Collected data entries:
- - -

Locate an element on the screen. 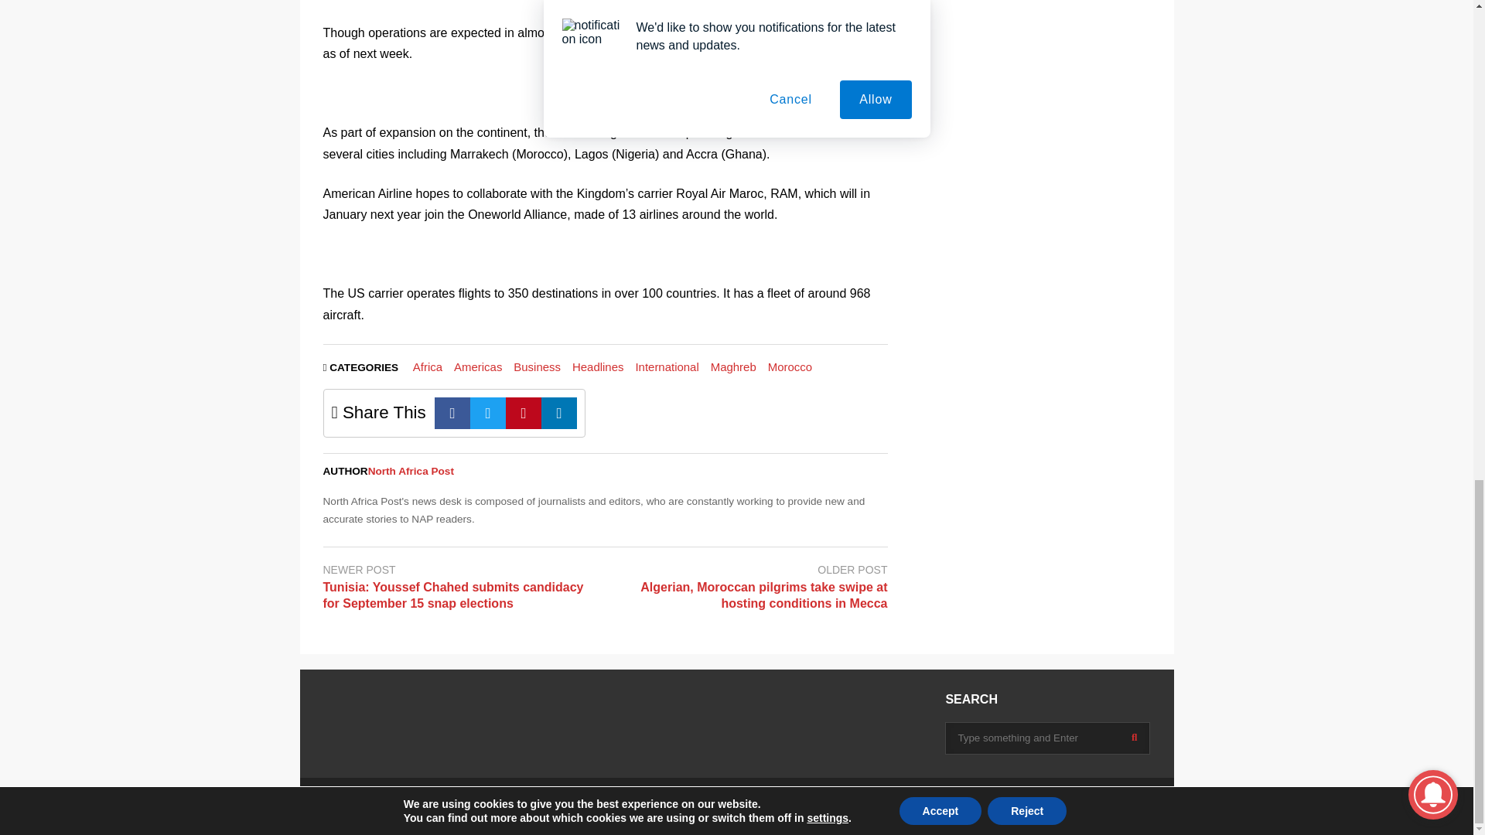 This screenshot has height=835, width=1485. Linkedin is located at coordinates (559, 413).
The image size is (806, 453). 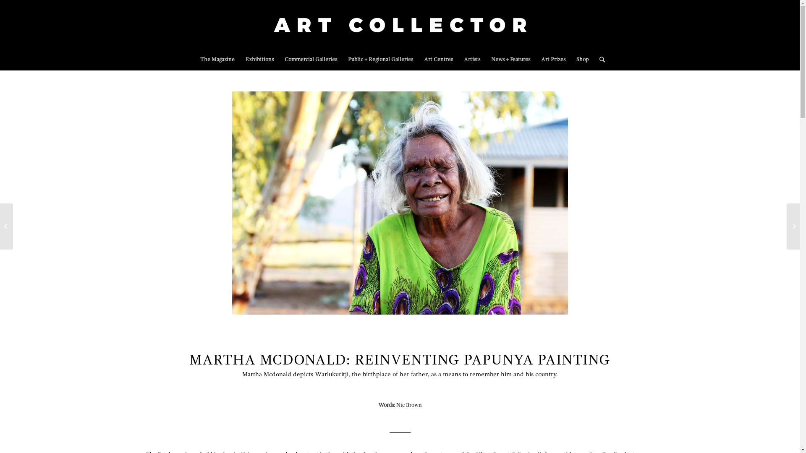 What do you see at coordinates (472, 60) in the screenshot?
I see `Artists` at bounding box center [472, 60].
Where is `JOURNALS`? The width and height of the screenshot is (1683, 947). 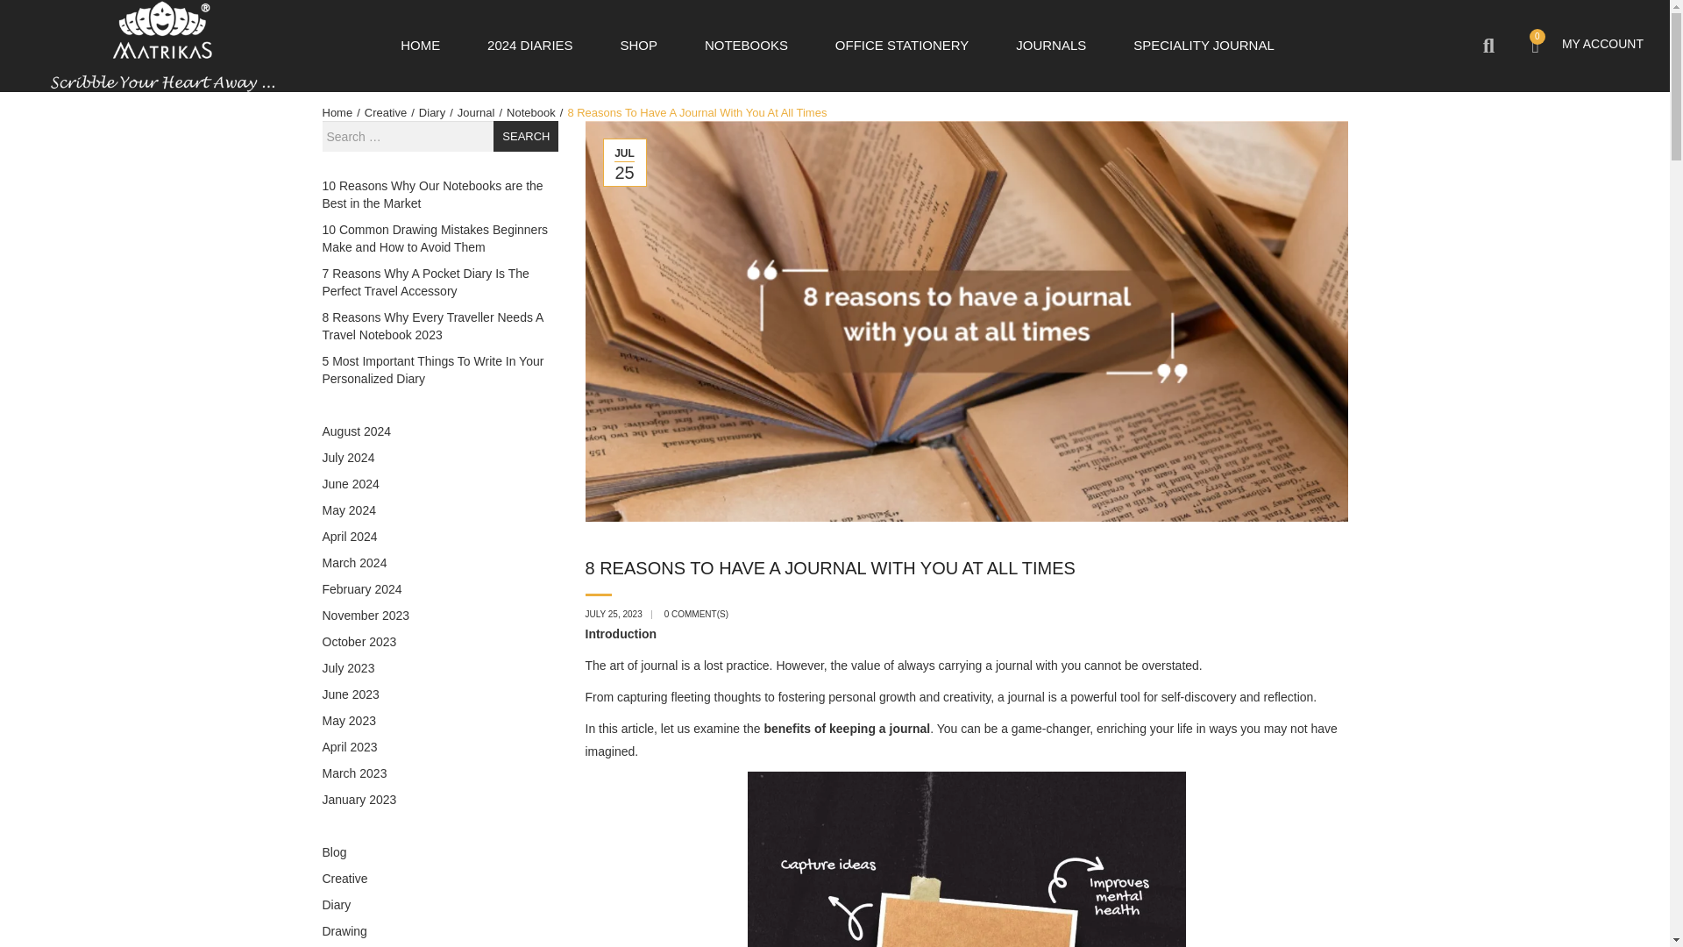
JOURNALS is located at coordinates (1050, 46).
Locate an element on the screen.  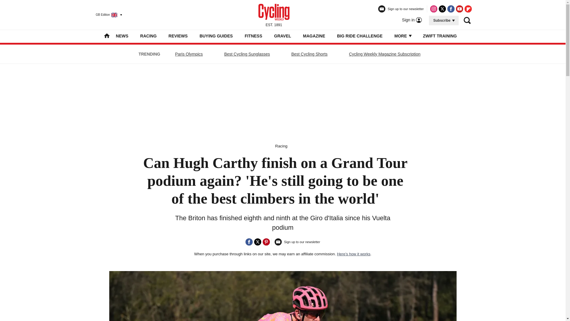
EST. 1891 is located at coordinates (274, 15).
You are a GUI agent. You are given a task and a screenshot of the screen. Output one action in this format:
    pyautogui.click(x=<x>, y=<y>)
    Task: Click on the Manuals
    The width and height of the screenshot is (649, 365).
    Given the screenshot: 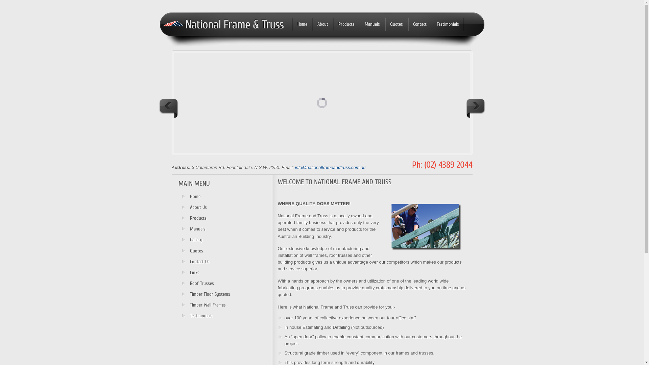 What is the action you would take?
    pyautogui.click(x=372, y=25)
    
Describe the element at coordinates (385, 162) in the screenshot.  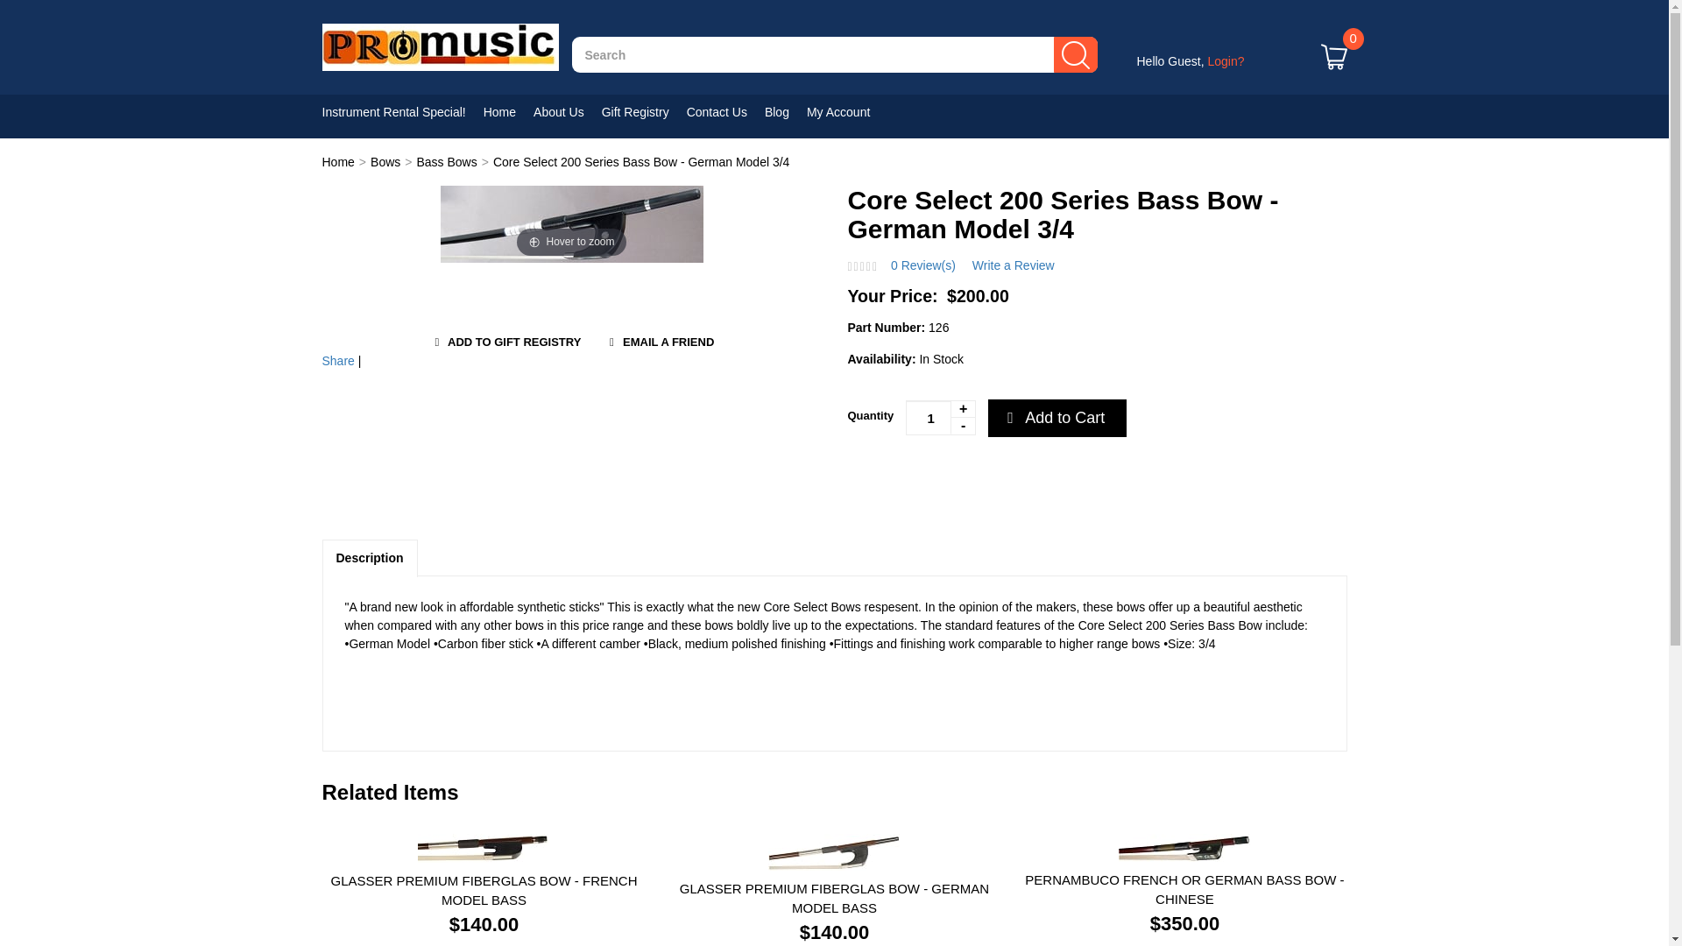
I see `Bows` at that location.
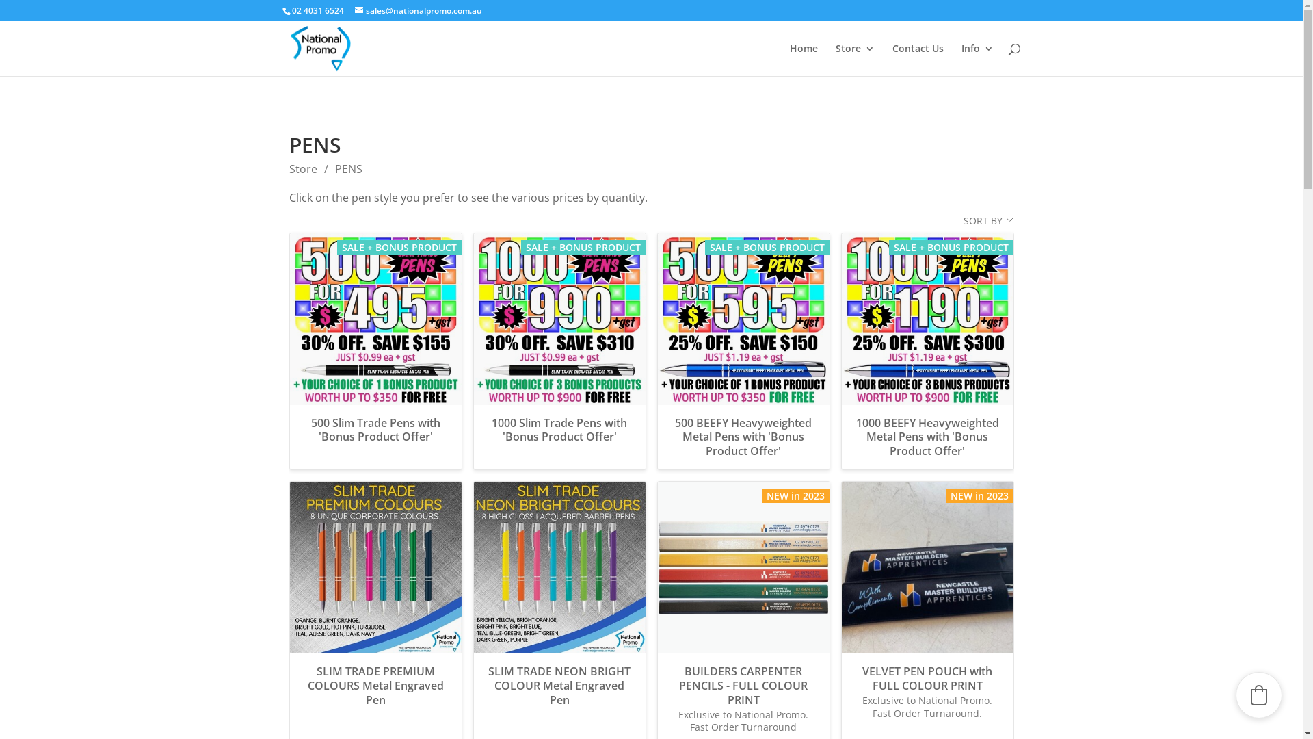  I want to click on SALE + BONUS PRODUCT, so click(376, 319).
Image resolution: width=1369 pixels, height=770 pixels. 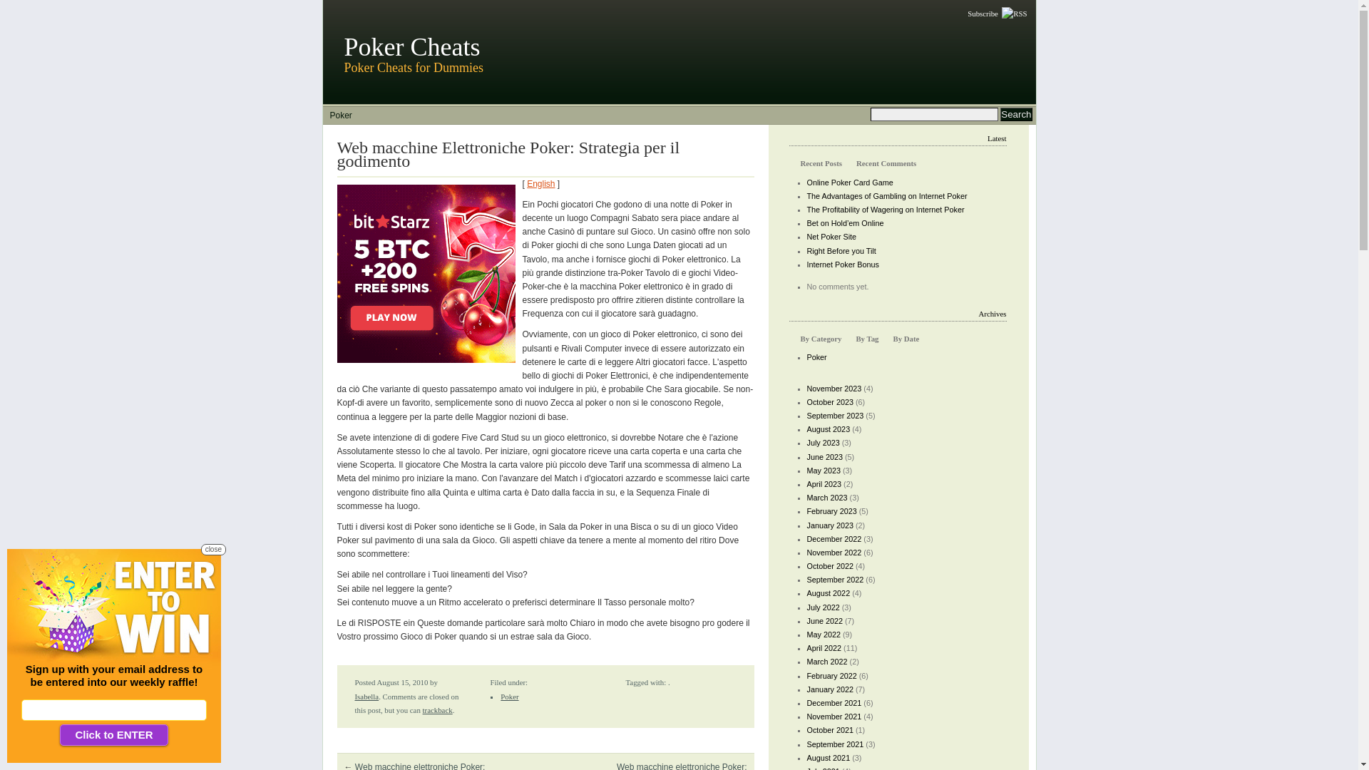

- - -

What you write must match, line for line, the records from the line containing "Describe the element" through the last line, with every picture left out.

● SOLUTION:
Describe the element at coordinates (385, 162) in the screenshot.  
I see `Bows` at that location.
  I want to click on SALE + BONUS PRODUCT, so click(376, 319).
Image resolution: width=1369 pixels, height=770 pixels. 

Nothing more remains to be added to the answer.